Monte Oliveto – 13 September 2013


(As a welcome respite from my words, here is an article from my own Benedictine tradition, by Fr Laurence Freeman, written for “Tablet”.)

In the dry heavy heat of a Tuscan afternoon the bus drops off retreatants, from several continents. They now have to walk carefully down a steep path toward the guest house and monastery.  The path is a parable, made of narrow, ancient terracotta bricks, many crumbling, missing or replaced with new ones. . . Even as they watch their step down the beaten path they see the views over the wooded valleys and breathe in the pungent scent of ginestra. They are also worried about their bags, wondering what their rooms and food will be like. But they are already forgetting London, Houston, Singapore and Geneva and, to their surprise they have already begun to feel at home.
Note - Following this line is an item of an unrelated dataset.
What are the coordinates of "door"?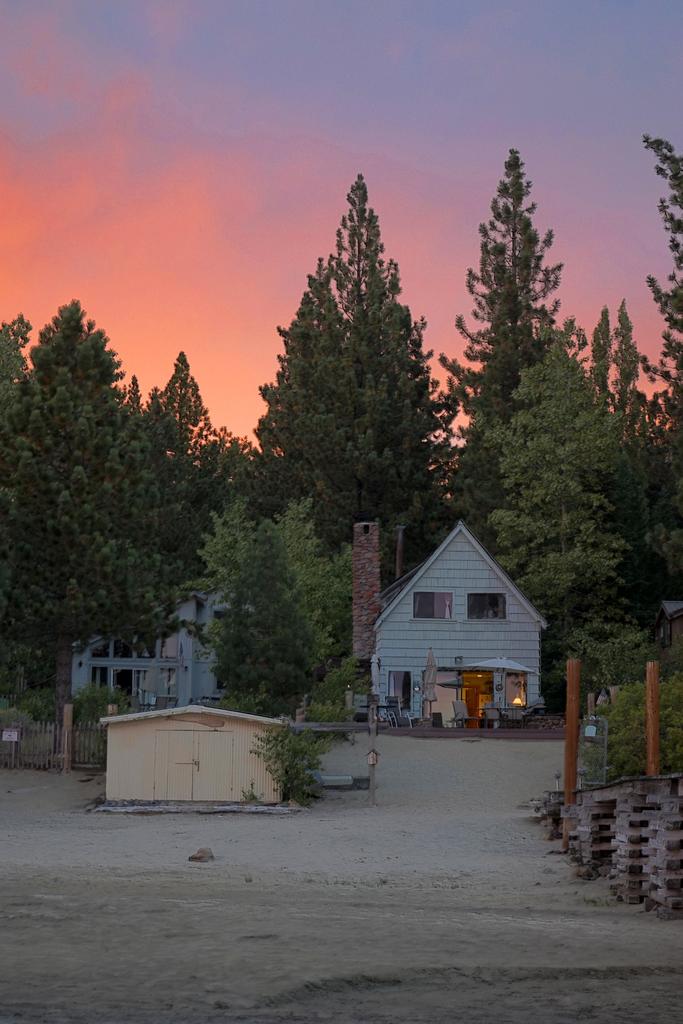
locate(463, 689, 478, 729).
They have arrived.

I have seen this for 25 years now, the reactions of those coming for the first time to the annual silent Christian meditation retreat at Monte Oliveto Maggiore, the mother-house of the Olivetan Benedictine congregation. The sheer physical beauty of the place, just south of Siena, is disturbing at first, like being introduced to a very beautiful person. The peaceful is-ness, the self-confidence of the place and the at-homeness of the white habited monks who live here becomes more amazing as you get used to it. There are not many places in the modern world where there is such a combined sense of stability, harmony and hospitality. Your first thought might be that it is so much of a home to someone else that you are condemned to being an outsider. But it proves to be one of those rare places with the grace of making everyone feel at home –meaning you feel you can let go, be yourself, remember who you are.

In an age of religious fundamentalism it is enlightening to find a deeply religious environment, which welcomes people of diverse views and cultures. That does not immediately pounce on differences or apply labels of approval or exclusion. That does not harshly judge and condemn or acquit in the name of Christ or Allah or Yahweh. I guess it is this, the friendship of the body with the mind in an environment of natural beauty, the wondrous friendship found in contemplation with strangers, the being together in a living stream of tradition that has not been dammed and gone stagnant, that makes people feel at home.
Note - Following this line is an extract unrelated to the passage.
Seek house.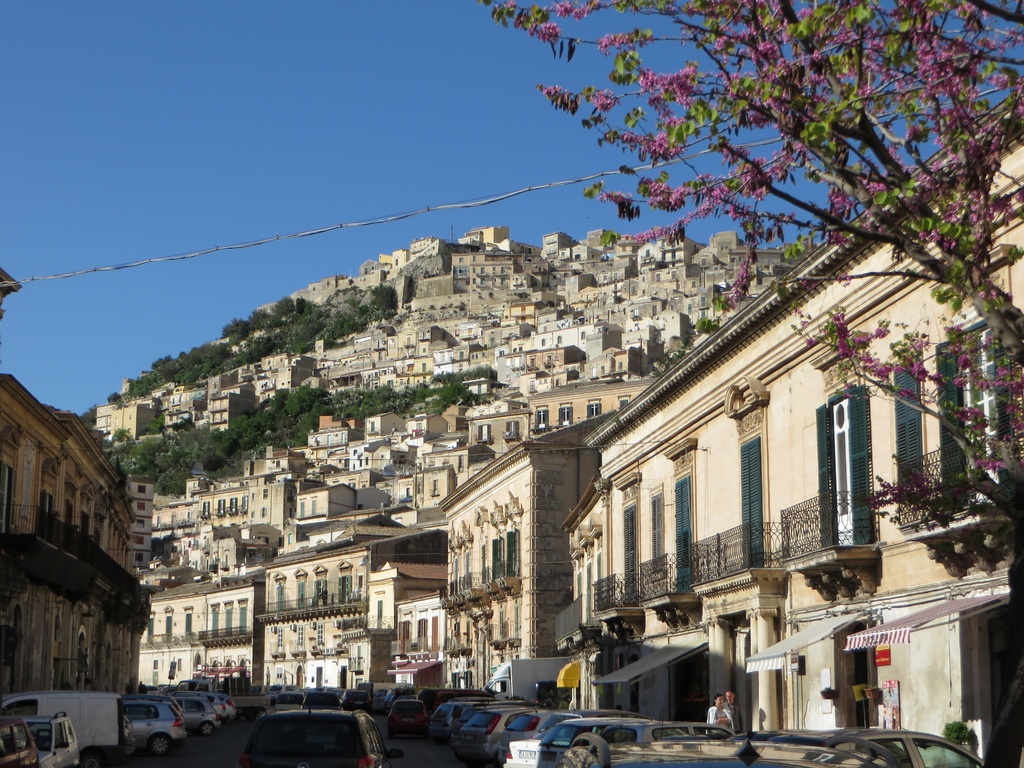
<region>587, 346, 638, 380</region>.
God, as Aelred of Rievaulx bravely said, is not only love. God is friendship, with oneself, others and the environment. Those who are not in friendship can know nothing of God - even, and especially, in the most heartless certainty of the religious fundamentalist that they are defending God against his enemies. The anxious homelessness that characterizes our fragmented society, however, has engendered a contemplative homing instinct even deeper than fundamentalism. In a place like this, the homing instinct for God intensifies among human warmth, tolerance, hospitality and gentle religion. It is part of the spiritual search of our time to long for such a feeling of connexion and mutual trust, for a religion that nurtures community rather than division. And perhaps it is this inclusive, catholic sense of being at home with difference that is the meaning of the real presence.
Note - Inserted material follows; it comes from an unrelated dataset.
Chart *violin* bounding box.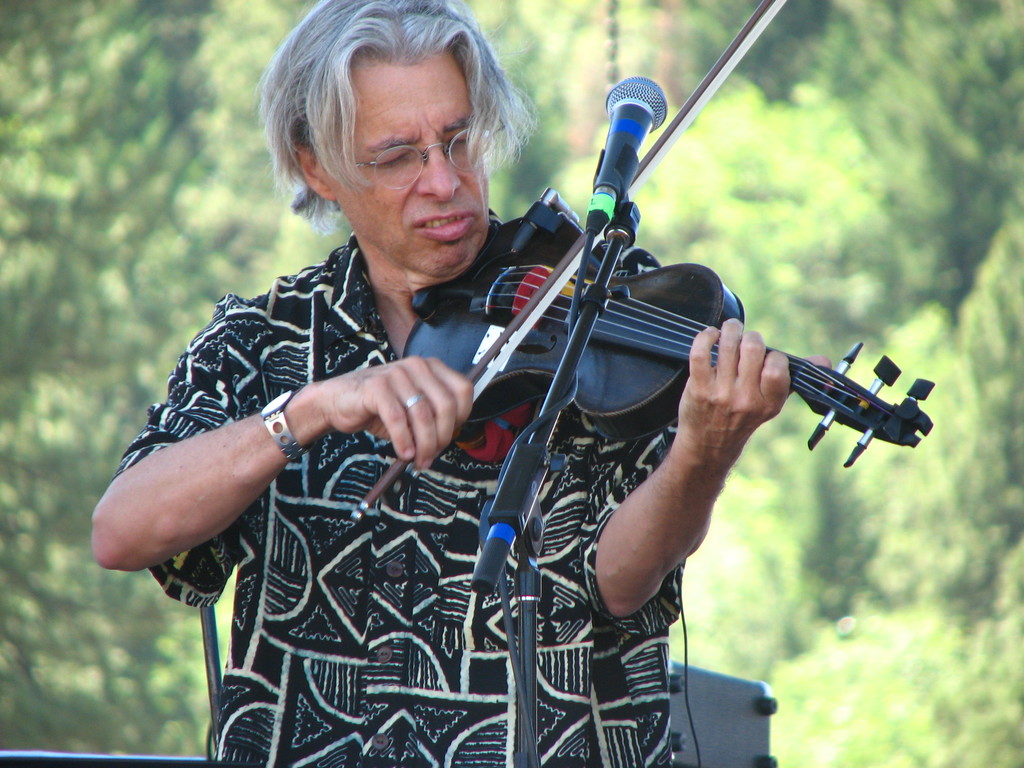
Charted: 333 0 947 533.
When Bernardo Tolomei, a rich Sienese nobleman came here to seek God 700 years ago he was abandoning a comfortable home for what was then a dangerous wilderness. He lived in prayerful solitude and when companions joined him, adopted the Rule of St Benedict. St Catherine of Siena, a Joan Chittister of her day, berated him, as she lambasted bishops and clergy for their lukewarmness, for accepting too many monks from wealthy families, and he obediently widened his vocation base. . . .When plague struck Siena he left his new contemplative home and returned to care for the dying in his old city where he too soon fell sick and died. The cycle of his journey shows that the peaceful sense of being at home is not restricted to one place and that the more you let go of it the more you are at home. If you really are at home with the self in God you will find yourself at home, in peace and compassion, everywhere.